The New JamesGolebie.com

Posted on September 1st, 2023.

In 2017 I purchased jamesgolebie.com and launched my personal website for the first time. I was coming out of school and wanted to have a site to showcase my experience and help market myself for full time roles. I didn't have much coding experience at the time, and wanted to get my site live quickly, so I ended up building the site using Wix. Wix is great. They have tons of well designed templates, an easy to use editor, and plenty of advanced functionality. To keep it up to date I would make updates to my site as I took on new positions and developed in my career. Aside from one design refresh, the site stayed essentially the same and had "lived" on Wix for the past 6 years. You can check out an archived version of my original site here. Pretty nice, right?

So why'd I throw it all out and start over?

First, the site never really felt like mine. Sure, it had pictures of me and it displayed all of my content, but it didn't feel like my own unique thing. This was bound to happen as a result of using a design template on a WYSIWIG editing platform like Wix. Here's the template my site was based on. Even though I personalized it in various ways over the years it still has the same feel as my site. Coming from a background in graphic design I take a lot of pride in designing things myself. I’m wary of templates and stock designs in every domain because I enjoy the process of creating things from scratch.

Second, I like simple sites. Though the Wix template looked nice and had smooth animations, it was unnecessarily slow. It (and so many websites out there today) are over-designed and try to be fancy at the cost of a worse user experience. As motherfuckingwebsite.com so eloquently states:

This entire page weighs less than the gradient-meshed facebook logo on your fucking Wordpress site. Did you seriously load 100kb of jQuery UI just so you could animate the fucking background color of a div? You loaded all 7 fontfaces of a shitty webfont just so you could say "Hi." at 100px height at the beginning of your site? You piece of shit.

No need to overcomplicate things when a simple static HTML site will accomplish the job! I admittedly also have some nostalgia for the earlier days of the internet. Back before every site was corporate-ified and SEO'd out the wazoo, when you'd find yourself on sites that felt like they were made by an actual human being. Parimal Satyal captures this sentiment better than I ever could in his post Rediscovering the Small Web, which partially inspired my redesign.
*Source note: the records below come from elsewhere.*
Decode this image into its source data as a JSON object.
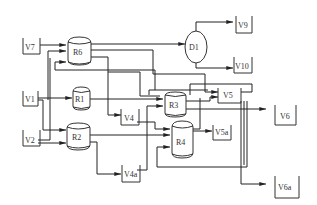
{
  "diagram": {
    "type": "process-flow-diagram",
    "nodes": {
      "V7": {
        "label": "V7",
        "kind": "vessel"
      },
      "V1": {
        "label": "V1",
        "kind": "vessel"
      },
      "V2": {
        "label": "V2",
        "kind": "vessel"
      },
      "R6": {
        "label": "R6",
        "kind": "reactor"
      },
      "R1": {
        "label": "R1",
        "kind": "reactor"
      },
      "R2": {
        "label": "R2",
        "kind": "reactor"
      },
      "R3": {
        "label": "R3",
        "kind": "reactor"
      },
      "R4": {
        "label": "R4",
        "kind": "reactor"
      },
      "D1": {
        "label": "D1",
        "kind": "drum"
      },
      "V4": {
        "label": "V4",
        "kind": "vessel"
      },
      "V4a": {
        "label": "V4a",
        "kind": "vessel"
      },
      "V5": {
        "label": "V5",
        "kind": "vessel"
      },
      "V5a": {
        "label": "V5a",
        "kind": "vessel"
      },
      "V6": {
        "label": "V6",
        "kind": "vessel"
      },
      "V6a": {
        "label": "V6a",
        "kind": "vessel"
      },
      "V9": {
        "label": "V9",
        "kind": "vessel"
      },
      "V10": {
        "label": "V10",
        "kind": "vessel"
      }
    },
    "edges": [
      {
        "from": "V7",
        "to": "R6"
      },
      {
        "from": "V1",
        "to": "R1"
      },
      {
        "from": "V1",
        "to": "R6"
      },
      {
        "from": "V1",
        "to": "R2"
      },
      {
        "from": "V2",
        "to": "R2"
      },
      {
        "from": "V2",
        "to": "R6"
      },
      {
        "from": "R6",
        "to": "D1"
      },
      {
        "from": "R6",
        "to": "V5"
      },
      {
        "from": "R6",
        "to": "V4"
      },
      {
        "from": "D1",
        "to": "V9"
      },
      {
        "from": "D1",
        "to": "V10"
      },
      {
        "from": "R1",
        "to": "R3"
      },
      {
        "from": "R2",
        "to": "R4"
      },
      {
        "from": "R2",
        "to": "V4a"
      },
      {
        "from": "V4",
        "to": "R4"
      },
      {
        "from": "R3",
        "to": "V6"
      },
      {
        "from": "R4",
        "to": "V5a"
      },
      {
        "from": "R4",
        "to": "V5"
      },
      {
        "from": "V5",
        "to": "R3"
      },
      {
        "from": "V5",
        "to": "R4"
      },
      {
        "from": "V5",
        "to": "V6a"
      },
      {
        "from": "V4a",
        "to": "R3"
      }
    ]
  }
}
Finally, building my site from scratch with my limited knowledge of HTML and CSS would be a fun challenge and learning experience. The straw that broke the camel's back was when I received an email from Wix earlier this year alerting me to an upcoming price increase.

Wix price increase

They would be increasing the annual cost by 45%! I had to be realistic. My little site averaged roughly 50 pageviews a year. At the new price of over $200/yr I would be essentially paying $4 per view to host the site. It was clear that Wix's offerings were overkill for my needs. Ultimately, creating a new site that I can be proud of, while expanding my technical skills, and reducing my hosting costs would be a win-win-win!

So, what's my new low-cost tech stack?

$2.99/month for Hostinger, and that's pretty much it. I drop my static files in Hostinger's file manager and I'm good to go. I can also host up to 100 websites on my current plan, which makes it easy to spin up side projects if need be. I'm sure there are limitations to this setup that could cause issues if I wanted to increase the complexity of my site or if I were to start receiving an increase in traffic for some reason, but given my current goals and expectations it seems perfect.

I'm writing everything in VSCode and testing locally before pushing the updated files to Hostinger. I clicked through this entire list of personal websites to see what others have done and come up with a plan for my own site. I wanted to keep the site as simple as possible so that I would be able to build it out over time without getting in over my head too quickly. I'm quite happy with how it has turned out!

Here's a brief rundown of my goals and plans for the site moving forward. With the main build out complete I plan to add more projects, resources, and posts to the site as time goes on. I have been trying to write more and get better at clearly articulating my thoughts. I hope that by having a place to post essays/blogs I will make the effort to do so. Above all else, I'm just having fun with it. It makes me happy to see my little site out there on the world wide web.